Schaeffer glanced at Ricky, five feet away. He said into the phone, “Not sure. What’s the scam?”

“This Kelleher was working with somebody from Florida. They came up with a pretty slick plan. They sell some loser a confiscated boat, only what happens is, there is no boat. It’s all a setup. Then when it’s time to deliver, they tell the poor asshole that the feds just raided ’em. He better forget about his money, shut up, and go to ground.”

That little fucking prick… Schaeffer’s hand began shak­ing with anger as he stared at Ricky. He told the Homicide cop, “Haven’t seen him for a while. But I’ll ask around.”

“Thanks.”

He disconnected and walked up to Ricky, who was work­ing on his second beer.

“You know when that guy’s going to get here?” Schaeffer asked casually. “The boat guy?”

“Should be anytime,” the punk said.

Schaeffer nodded, drank some of his own beer.

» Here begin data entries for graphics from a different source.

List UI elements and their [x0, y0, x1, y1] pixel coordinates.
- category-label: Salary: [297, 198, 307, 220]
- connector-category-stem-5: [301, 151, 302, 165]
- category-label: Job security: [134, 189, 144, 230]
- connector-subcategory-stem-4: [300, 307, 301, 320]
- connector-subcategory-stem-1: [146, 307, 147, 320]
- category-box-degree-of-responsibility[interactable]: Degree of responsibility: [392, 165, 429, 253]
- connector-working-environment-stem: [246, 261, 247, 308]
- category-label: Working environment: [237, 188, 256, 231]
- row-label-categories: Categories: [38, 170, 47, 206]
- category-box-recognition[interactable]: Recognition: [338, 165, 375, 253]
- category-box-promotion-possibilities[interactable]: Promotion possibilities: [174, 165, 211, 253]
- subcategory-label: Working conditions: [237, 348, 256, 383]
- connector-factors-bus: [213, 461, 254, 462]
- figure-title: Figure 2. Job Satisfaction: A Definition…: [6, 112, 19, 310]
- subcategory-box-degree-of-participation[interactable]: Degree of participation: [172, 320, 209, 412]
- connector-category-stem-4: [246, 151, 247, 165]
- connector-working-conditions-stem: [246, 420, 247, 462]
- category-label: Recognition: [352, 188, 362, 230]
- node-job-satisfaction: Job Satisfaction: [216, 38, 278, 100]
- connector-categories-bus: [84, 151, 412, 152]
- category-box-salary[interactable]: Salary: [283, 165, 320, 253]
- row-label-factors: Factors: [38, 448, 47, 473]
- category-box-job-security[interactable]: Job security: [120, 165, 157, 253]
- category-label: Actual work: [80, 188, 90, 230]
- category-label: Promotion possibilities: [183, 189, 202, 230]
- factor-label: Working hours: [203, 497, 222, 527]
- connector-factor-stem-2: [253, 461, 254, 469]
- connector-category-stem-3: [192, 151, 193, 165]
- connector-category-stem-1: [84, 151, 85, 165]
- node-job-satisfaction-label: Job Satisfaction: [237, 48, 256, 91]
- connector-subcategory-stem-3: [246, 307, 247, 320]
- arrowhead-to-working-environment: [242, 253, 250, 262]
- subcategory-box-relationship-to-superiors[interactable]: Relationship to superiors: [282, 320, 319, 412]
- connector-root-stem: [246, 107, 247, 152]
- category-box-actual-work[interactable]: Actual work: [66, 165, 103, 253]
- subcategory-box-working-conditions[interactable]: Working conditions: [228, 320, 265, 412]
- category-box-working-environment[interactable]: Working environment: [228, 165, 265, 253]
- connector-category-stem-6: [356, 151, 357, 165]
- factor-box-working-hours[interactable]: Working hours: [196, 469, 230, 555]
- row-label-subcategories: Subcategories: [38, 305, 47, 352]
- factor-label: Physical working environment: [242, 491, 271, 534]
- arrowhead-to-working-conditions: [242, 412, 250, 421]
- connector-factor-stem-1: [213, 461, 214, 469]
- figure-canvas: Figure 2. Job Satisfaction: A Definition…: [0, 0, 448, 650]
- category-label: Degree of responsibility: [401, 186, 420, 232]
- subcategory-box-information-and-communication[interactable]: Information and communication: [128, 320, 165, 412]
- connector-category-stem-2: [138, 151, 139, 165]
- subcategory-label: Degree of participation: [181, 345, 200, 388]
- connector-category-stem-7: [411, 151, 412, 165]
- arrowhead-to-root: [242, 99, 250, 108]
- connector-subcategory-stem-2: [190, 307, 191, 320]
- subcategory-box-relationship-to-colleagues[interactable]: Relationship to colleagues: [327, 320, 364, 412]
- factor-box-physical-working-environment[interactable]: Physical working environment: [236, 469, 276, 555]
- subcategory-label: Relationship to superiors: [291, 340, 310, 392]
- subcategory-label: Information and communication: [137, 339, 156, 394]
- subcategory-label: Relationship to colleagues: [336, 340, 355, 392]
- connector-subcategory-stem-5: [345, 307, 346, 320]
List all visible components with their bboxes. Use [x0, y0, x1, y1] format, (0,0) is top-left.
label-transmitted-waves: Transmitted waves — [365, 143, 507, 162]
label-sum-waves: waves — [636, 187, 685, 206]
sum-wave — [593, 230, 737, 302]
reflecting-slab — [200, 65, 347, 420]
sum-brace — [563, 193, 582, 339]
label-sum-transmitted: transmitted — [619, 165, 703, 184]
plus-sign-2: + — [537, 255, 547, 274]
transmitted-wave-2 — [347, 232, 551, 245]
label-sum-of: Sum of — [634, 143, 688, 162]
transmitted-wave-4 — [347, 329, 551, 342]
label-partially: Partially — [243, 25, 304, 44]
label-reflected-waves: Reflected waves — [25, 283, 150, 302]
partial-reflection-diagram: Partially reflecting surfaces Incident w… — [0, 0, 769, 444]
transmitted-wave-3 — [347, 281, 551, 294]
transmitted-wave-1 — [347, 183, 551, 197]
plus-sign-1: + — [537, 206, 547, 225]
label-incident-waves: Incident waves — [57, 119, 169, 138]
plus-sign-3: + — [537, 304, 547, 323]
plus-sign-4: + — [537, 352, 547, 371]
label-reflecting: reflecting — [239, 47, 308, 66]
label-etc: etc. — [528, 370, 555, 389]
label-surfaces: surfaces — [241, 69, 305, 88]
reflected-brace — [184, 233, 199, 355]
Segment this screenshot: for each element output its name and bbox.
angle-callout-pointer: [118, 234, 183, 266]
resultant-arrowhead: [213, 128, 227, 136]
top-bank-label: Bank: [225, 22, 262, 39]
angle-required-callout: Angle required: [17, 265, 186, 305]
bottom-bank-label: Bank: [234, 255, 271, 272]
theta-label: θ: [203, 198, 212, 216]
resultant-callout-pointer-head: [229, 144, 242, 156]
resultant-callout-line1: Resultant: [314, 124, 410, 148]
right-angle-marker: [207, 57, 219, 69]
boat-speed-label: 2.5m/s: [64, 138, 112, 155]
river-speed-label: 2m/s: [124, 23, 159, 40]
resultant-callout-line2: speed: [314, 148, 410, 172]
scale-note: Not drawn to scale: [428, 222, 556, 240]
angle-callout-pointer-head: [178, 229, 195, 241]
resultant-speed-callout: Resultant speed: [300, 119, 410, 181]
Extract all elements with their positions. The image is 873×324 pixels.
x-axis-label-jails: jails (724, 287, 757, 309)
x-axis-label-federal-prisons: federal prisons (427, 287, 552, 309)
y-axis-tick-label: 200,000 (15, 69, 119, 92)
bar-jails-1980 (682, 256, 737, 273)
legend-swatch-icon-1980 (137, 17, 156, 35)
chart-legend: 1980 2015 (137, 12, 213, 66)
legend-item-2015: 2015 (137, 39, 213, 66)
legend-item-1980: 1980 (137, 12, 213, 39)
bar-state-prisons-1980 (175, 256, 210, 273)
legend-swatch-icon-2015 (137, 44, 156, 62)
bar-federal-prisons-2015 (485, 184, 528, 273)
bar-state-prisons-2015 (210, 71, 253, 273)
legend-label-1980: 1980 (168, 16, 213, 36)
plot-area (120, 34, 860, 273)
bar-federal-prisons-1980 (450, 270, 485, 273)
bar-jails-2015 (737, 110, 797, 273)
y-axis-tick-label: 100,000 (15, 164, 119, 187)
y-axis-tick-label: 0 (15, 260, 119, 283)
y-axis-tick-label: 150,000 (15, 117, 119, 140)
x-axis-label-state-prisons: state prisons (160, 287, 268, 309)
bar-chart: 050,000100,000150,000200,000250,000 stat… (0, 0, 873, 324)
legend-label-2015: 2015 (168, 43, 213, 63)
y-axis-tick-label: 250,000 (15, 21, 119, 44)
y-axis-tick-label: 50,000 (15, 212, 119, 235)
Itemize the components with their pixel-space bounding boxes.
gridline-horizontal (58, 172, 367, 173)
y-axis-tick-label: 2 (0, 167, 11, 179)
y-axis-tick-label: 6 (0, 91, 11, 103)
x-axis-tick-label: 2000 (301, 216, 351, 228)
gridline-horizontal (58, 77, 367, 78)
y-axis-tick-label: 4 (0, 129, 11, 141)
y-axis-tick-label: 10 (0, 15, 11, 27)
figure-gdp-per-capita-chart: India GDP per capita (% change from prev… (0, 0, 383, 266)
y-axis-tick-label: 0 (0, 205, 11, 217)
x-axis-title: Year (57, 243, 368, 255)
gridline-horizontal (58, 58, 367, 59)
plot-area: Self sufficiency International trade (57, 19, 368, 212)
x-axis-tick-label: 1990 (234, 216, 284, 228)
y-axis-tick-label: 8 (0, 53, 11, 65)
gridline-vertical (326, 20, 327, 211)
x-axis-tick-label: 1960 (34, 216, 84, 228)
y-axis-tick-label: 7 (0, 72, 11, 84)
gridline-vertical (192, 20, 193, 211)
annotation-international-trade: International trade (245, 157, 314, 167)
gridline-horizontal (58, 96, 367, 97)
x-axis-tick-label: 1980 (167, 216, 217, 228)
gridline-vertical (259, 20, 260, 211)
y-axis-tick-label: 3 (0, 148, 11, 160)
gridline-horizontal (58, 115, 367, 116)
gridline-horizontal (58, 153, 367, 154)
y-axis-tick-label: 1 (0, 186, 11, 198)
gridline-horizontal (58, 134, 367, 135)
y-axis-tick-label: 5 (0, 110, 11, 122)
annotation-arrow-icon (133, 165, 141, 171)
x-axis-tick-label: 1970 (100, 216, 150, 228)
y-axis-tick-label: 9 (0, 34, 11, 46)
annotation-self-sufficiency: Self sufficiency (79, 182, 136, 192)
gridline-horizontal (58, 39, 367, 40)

Then he lowered his head, whispered, “That call I just got? Don’t know if you’re interested but it was my supplier. He just got a shipment from Mexico. He’s gonna meet me in the alley in a few minutes. It’s some really fine shit. He’ll give it to us for cost. You interested?”

“Fuck yes,” the little man said.

The men pushed out the back door into the alley. Letting Ricky precede him, Schaeffer reminded himself that after he’d strangled the punk to death, he’d have to be sure to take the rest of the bribe money out of his pocket.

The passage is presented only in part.